Tidelift’s “Netflix for Open-Source Software” Model Gets $25M Boost

Tidelift, a startup trying to solve some of the open-source software industry’s problems around compensation and security, said it wrapped up a $25 million investment to gather more publicly maintained software projects under its umbrella.

The Boston-based company, founded in 2017 by four Red Hat vets, said it is trying to recreate what Red Hat (NYSE: [[ticker:RHT]]) did with the Linux open-source computer operating system—but with as large a swath of the open-source realm as possible.

Tidelift sells subscriptions of its repository of open-source software tools whose creators agree to keep their code maintained. Tidelift then pays the developers who maintain the open-source projects to guarantee subscribers operability, security, and intellectual property standards. Subscriptions start at $1,500 a month, for “starters” with up to 25 developers, increasing to $2,500 for larger teams, and higher for enterprise plans.

Open-source software “is absolutely everywhere,” Tidelift co-founder and chief executive Donald Fischer told Xconomy. He estimates open-source components are baked into more than 90 percent of the software out in the world.

“On the other hand, a lot of the open-source software is not very well looked after because it’s being created as a side effect of other businesses or people are doing it in their spare time for a variety of great reasons,” he added.

Tidelift today announced a $25 million Series B funding round, just seven months after its $15 million Series A round. The startup said it will use the new cash to add more open-source projects to its subscription library and partner with more open-source developer communities. The round announced today was led by General Catalyst Partners, Foundry Group, and former Red Hat chief executive Matthew Szulik.

Szulik invested in Tidelift when it raised the Series A, and his involvement shouldn’t be a surprise. Tidelift’s idea for a new open-source business model is not unlike what Red Hat does for the free Linux operating system. Red Hat—which agreed in October to sell itself to IBM (NYSE: [[ticker:IBM]]) in a $34 billion mega-deal—charges support fees for customers who rely on Red Hat for installation, maintenance, and support of Linux software, and the company also sells subscriptions to software it develops. Also, Fischer and his co-founders—Jeremy Katz, Luis Villa, and Havoc Pennington—all worked together at Red Hat.

“We are improving the open-source business model that’s already been illustrated,” Fischer said. “Instead of just doing it for Linux like Red Hat does or doing it for Hadoop, like Cloudera, we do it for a much broader set of projects.”

Tidelift’s model has elements in common with two-sided marketplaces established by popular consumer tech companies such as Netflix (NASDAQ: [[ticker:NFLX]]), Airbnb, Lyft, and Uber. Fischer said he approves of the “Netflix for open source” comparison, though it’s not a perfect match.

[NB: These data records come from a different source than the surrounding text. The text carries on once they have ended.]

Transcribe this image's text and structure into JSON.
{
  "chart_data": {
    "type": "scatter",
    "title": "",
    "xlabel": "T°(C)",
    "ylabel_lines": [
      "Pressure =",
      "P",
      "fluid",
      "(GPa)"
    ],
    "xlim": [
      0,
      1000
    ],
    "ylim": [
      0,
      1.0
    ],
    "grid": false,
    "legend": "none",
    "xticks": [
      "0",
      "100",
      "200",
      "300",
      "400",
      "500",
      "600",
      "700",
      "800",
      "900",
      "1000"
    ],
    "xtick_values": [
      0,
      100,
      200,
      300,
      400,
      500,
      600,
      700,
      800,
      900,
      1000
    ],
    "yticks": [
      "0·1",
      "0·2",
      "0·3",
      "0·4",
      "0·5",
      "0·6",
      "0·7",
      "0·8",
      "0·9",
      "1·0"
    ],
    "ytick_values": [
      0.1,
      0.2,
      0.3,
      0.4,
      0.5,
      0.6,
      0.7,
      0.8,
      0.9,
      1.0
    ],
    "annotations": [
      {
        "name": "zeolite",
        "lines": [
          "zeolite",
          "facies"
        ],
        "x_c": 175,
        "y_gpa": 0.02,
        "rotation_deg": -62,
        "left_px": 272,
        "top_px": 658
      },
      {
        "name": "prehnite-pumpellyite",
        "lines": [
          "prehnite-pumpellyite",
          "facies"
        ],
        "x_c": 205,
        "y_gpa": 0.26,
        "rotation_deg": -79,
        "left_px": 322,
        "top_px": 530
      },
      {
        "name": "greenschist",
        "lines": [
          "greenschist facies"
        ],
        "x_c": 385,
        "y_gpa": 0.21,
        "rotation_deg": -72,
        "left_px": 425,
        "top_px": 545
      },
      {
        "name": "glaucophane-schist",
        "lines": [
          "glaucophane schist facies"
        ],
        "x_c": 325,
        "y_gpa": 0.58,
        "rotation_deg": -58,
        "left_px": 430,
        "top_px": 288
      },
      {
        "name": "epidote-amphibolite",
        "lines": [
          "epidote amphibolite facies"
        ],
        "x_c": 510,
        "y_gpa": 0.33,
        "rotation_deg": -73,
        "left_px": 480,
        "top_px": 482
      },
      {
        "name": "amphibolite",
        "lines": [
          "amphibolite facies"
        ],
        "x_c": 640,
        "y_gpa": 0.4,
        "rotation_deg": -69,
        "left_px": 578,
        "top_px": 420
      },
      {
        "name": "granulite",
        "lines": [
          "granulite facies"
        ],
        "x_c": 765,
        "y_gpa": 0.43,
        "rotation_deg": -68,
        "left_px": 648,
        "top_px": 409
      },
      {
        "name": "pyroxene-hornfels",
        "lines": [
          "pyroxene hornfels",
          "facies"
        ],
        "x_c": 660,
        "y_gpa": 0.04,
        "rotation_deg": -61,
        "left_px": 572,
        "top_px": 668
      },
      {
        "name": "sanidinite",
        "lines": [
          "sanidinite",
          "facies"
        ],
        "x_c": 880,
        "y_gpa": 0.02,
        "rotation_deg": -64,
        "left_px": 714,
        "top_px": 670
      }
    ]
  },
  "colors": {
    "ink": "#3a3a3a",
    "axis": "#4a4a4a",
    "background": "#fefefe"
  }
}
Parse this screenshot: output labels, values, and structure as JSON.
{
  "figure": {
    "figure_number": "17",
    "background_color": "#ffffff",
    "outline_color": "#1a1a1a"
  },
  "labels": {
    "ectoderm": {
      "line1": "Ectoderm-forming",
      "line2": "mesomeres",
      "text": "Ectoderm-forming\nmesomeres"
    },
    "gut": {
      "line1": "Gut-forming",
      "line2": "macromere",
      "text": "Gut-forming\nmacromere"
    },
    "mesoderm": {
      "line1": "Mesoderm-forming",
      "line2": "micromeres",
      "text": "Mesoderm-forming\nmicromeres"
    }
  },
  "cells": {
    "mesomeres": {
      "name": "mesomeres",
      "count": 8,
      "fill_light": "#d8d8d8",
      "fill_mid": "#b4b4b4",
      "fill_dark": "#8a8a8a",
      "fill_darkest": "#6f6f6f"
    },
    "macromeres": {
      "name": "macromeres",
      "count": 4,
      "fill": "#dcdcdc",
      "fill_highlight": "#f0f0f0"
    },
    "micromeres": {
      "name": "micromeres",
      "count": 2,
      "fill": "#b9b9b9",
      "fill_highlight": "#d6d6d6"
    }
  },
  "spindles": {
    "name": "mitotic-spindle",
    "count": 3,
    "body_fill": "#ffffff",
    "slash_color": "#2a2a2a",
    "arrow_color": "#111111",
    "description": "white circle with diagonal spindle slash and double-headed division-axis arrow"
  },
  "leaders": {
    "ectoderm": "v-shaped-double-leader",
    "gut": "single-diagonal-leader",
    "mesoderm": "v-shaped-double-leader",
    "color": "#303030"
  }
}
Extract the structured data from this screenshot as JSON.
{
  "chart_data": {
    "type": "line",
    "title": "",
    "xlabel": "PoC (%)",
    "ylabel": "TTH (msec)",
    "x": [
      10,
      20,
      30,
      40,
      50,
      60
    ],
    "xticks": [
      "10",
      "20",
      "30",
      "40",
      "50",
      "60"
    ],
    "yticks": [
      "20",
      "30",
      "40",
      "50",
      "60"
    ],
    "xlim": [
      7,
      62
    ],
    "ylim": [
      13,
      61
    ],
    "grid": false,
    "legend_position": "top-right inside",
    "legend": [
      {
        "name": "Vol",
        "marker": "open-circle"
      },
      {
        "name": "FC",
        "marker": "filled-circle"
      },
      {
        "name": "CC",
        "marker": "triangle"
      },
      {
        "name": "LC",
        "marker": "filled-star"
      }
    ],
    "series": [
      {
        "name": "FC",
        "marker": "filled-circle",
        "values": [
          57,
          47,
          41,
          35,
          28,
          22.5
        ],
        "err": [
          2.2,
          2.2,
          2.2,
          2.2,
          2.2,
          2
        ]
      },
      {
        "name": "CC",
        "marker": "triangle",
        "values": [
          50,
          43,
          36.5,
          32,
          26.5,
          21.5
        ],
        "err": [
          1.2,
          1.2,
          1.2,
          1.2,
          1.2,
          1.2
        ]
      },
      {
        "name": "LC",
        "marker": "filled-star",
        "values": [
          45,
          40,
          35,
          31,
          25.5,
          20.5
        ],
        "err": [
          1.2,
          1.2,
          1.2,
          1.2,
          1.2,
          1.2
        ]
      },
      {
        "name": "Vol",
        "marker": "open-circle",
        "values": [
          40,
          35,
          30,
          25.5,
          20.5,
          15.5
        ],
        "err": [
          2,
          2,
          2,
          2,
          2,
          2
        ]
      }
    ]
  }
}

Tidelift’s rise comes as the promise of open-source software development starts to show its limits, with hackers exploiting the ecosystem to open back doors to supposedly secure applications.

The recent hack of the open-source code library managed by NPM was aimed at giving the bad actor(s) the ability to gain access to some Bitcoin digital wallets. The developer who had given up maintaining a part of the code involved with the hack said the critical problem lies in the open-source business model.

“We are in a weird valley where you have a bunch of dependencies that are ‘maintained’ by someone who’s lost interest, or is even starting to burnout, and that they no longer use themselves,” Dominic Tarr, a developer apparently based in New Zealand, wrote in a post on GitHub. “You can easily share the code, but no one wants to share the responsibility for maintaining that code.”

Those cracks in the open-source model are showing just as technology behemoths are spending billions of dollars to snatch up open-source tech companies. Last year, Microsoft (NASDAQ: [[ticker:MSFT]]) paid $7.5 billion to buy open-source code repository GitHub, and marketing software company Salesforce (NYSE: [[ticker:CRM]]) paid $6.5 billion for open-source company Mulesoft.

Fischer said there’s a simple reason for the deepening interest in open source—even by companies like Microsoft, whose then-CEO Steve Ballmer declared Linux a “cancer” in 2001.

“The software industry has basically become the open-source software industry,” Fischer said. “Now Microsoft is an open-source shop because they have to be. … Some of the existing big players in the industry are waking up and coming to terms with the fact that the way this works now is it’s open source first.”

Author: Brian Dowling

Brian is a former Xconomy editor. Before joining Xconomy, he reported on Massachusetts government and politics for the Boston Herald and previously wrote as a general assignment reporter covering everything from crime and courts to electoral politics, business, and international politics. Brian earned a master’s degree in newspaper writing from the Columbia University Graduate School of Journalism and started his career at the Hartford Courant writing about manufacturing and energy. He holds a bachelor’s degree in Philosophy and Theology from Aquinas College in Grand Rapids, Michigan.